WASHINGTON (AP): North Korea may be moving ahead with a programme to enrich uranium to make nuclear weapons, according to a report by the Institute for Science and International Security.
Pyongyang "has moved beyond laboratory-scale work" and is now capable of building "at the very least, a pilot-scale" plant of centrifuges to enrich uranium, said the report based partly on information about related equipment purchases that North Korea has made from other nations.
The centrifuge programme "is an avenue for North Korea to increase the number and sophistication of its nuclear weapons and for it to proliferate to others who seek to build their own centrifuge programmes," said authors David Albright and Paul Brannan.

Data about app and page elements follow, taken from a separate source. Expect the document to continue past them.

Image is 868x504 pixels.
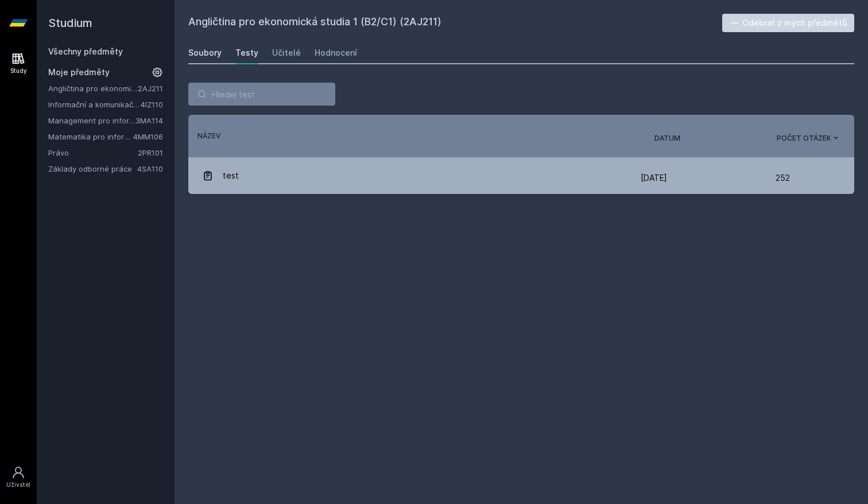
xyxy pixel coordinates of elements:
button: Název [197,131,221,141]
a: test [DATE] 252 [188,158,854,194]
span: Moje předměty [48,67,109,78]
span: 252 [776,166,790,190]
a: 2PR101 [137,148,163,158]
span: Počet otázek [777,133,831,143]
div: Testy [235,47,258,59]
input: Hledej test [188,83,335,106]
a: Učitelé [272,41,301,64]
a: 4SA110 [137,164,163,173]
h2: Angličtina pro ekonomická studia 1 (B2/C1) (2AJ211) [188,14,722,32]
a: 4MM106 [134,133,163,141]
a: Informační a komunikační technologie [48,99,140,110]
div: Soubory [188,47,222,59]
a: Matematika pro informatiky [48,131,134,142]
button: Počet otázek [777,133,840,143]
div: Hodnocení [314,47,357,59]
a: Study [2,46,35,81]
a: Uživatel [2,460,35,495]
a: Management pro informatiky a statistiky [48,115,135,127]
a: 4IZ110 [140,100,163,109]
a: Angličtina pro ekonomická studia 1 (B2/C1) [48,83,137,94]
a: Právo [48,147,137,158]
a: Soubory [188,41,222,64]
div: Uživatel [7,481,31,489]
span: test [223,164,239,187]
a: Hodnocení [314,41,357,64]
div: Study [11,67,27,75]
span: [DATE] [641,173,668,182]
a: Všechny předměty [48,46,123,56]
a: 2AJ211 [137,84,163,93]
a: Testy [235,41,258,64]
div: Učitelé [272,47,301,59]
button: Datum [654,133,680,143]
a: 3MA114 [135,116,163,125]
button: Odebrat z mých předmětů [722,14,855,32]
a: Základy odborné práce [48,163,137,175]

"As a result, the priority is finding ways to either stop the programme or to delay its progress through a combination of negotiations and sanctions."
The report is just the latest warning about Pyongyang's broader nuclear programme.
The institute already said this week that satellite images from September 29 showed new construction in the area around North Korea's nuclear reactor at Yongbyon, where the reclusive regime produced plutonium. And Kim Tae-hyo, the South Korean president's deputy national security adviser, warned in comments this week that the threat posed by the North's nuclear program has reached an "extremely dangerous level."
North Korea frequently buys equipment for its uranium enrichment programme either directly in China or by using China as a transshipment point, Friday's report said.
"There is no evidence that the Chinese government is secretly approving or wilfully ignoring exports to North Korea's centrifuge programme in an effort to strengthen North Korea's nuclear weapons programme," the report said.
"Nonetheless, China is not applying enough resources to detect and stop North Korea's illicit nuclear trade."